PeterZ wrote:n7axw wrote:[Re annexing northern islands particularly]
I agree whole heartedly. It would be one thing if the folk living in those places asked for the Empire's presense and quite another to force it on them. The EOC needs to guard against being over extended on a long term basis.
For those lands, "sphere of influence" fits just right.
Don
Sphere of Influence is a wonderfully nebulous term. One might say Cayleb's(?) boast that the ICN owns any strip of salt water capable of floating one of its ships defines what is within Charis' sphere of influence. Any body of land that is small enough and distant enough from the mainland to require ocean going ships trade could be said to fall within the influence of the ICN and by extension the EoC.
It could, yes, if the EoC cares to exercise that influence. Keeping ships in an area isn't free, and if it isn't free, it may not be worth it. And there's occupying and keeping the land itself too.
There's a tendency, based on convenience, and all else being equal, for spheres of influence to be spheres, or at least circles on a globe. It's harder and usually worth less to exercise power further away or with some obstacle along the direct path there.
I'm sure there's some Charisian interest in seizing every bit of wet line of communications and the land around it on Safehold, and they're currently better positioned than anyone else to do so, but (sorry, Isilith!) that doesn't mean that the costs of doing so are either affordable or repaid in benefits.
Natural borders - where they're not excuses for simple territorial aggrandizement or revanchism - would lie where you hit natural obstacles to the exercise of full, sovereign power, given current and foreseeable means. Spheres of influence run to wherever you can and care to exercise whatever degree of economic, political, diplomatic, or military power at least comparable to any peer.
Charis' natural borders get defined by coasts and distance, given their relative weakness on land and strength at sea, with distance defined by galleons nowadays. It's not entirely natural - they can make so much more claim to Armageddon Reef than, say, the Raven Lands, because the coast doesn't represent much of a barrier when they have no people trying to defend it or inland of it against them. But that's a natural border that they've no security need to fill, some social reasons not to touch, and little economic impetus to develop.
Spheres of influence are defined even more by resistance. One canny way of extending that sphere of influence is by minimizing reason for someone to resist you. Liberating Silkiah may be relatively easy, and exercising influence in it thereafter something you get easily with common interests. Conquering Silkiah will take a lot more effort, initially and thereafter, and would blow Charis' moral capital away.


Problem description -
Every record shown here needs to be repeated exactly.

** Opening Data block **

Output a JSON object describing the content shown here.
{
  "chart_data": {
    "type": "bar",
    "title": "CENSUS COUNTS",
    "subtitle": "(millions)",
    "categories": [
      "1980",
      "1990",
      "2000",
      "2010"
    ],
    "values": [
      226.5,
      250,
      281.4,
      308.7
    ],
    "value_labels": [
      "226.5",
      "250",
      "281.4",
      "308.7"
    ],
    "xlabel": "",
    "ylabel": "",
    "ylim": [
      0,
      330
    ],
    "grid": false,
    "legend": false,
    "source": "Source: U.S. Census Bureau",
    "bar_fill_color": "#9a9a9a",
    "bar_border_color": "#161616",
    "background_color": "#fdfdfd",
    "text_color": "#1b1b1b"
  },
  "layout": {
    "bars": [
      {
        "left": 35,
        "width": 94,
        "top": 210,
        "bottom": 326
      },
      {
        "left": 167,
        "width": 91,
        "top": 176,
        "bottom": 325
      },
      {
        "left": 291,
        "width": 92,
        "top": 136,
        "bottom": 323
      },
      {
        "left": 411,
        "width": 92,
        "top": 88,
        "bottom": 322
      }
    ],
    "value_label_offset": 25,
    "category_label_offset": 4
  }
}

** Closing Data block **

Exercise solution -
Output a JSON object describing the content shown here.
{
  "chart_data": {
    "type": "bar",
    "title": "CENSUS COUNTS",
    "subtitle": "(millions)",
    "categories": [
      "1980",
      "1990",
      "2000",
      "2010"
    ],
    "values": [
      226.5,
      250,
      281.4,
      308.7
    ],
    "value_labels": [
      "226.5",
      "250",
      "281.4",
      "308.7"
    ],
    "xlabel": "",
    "ylabel": "",
    "ylim": [
      0,
      330
    ],
    "grid": false,
    "legend": false,
    "source": "Source: U.S. Census Bureau",
    "bar_fill_color": "#9a9a9a",
    "bar_border_color": "#161616",
    "background_color": "#fdfdfd",
    "text_color": "#1b1b1b"
  },
  "layout": {
    "bars": [
      {
        "left": 35,
        "width": 94,
        "top": 210,
        "bottom": 326
      },
      {
        "left": 167,
        "width": 91,
        "top": 176,
        "bottom": 325
      },
      {
        "left": 291,
        "width": 92,
        "top": 136,
        "bottom": 323
      },
      {
        "left": 411,
        "width": 92,
        "top": 88,
        "bottom": 322
      }
    ],
    "value_label_offset": 25,
    "category_label_offset": 4
  }
}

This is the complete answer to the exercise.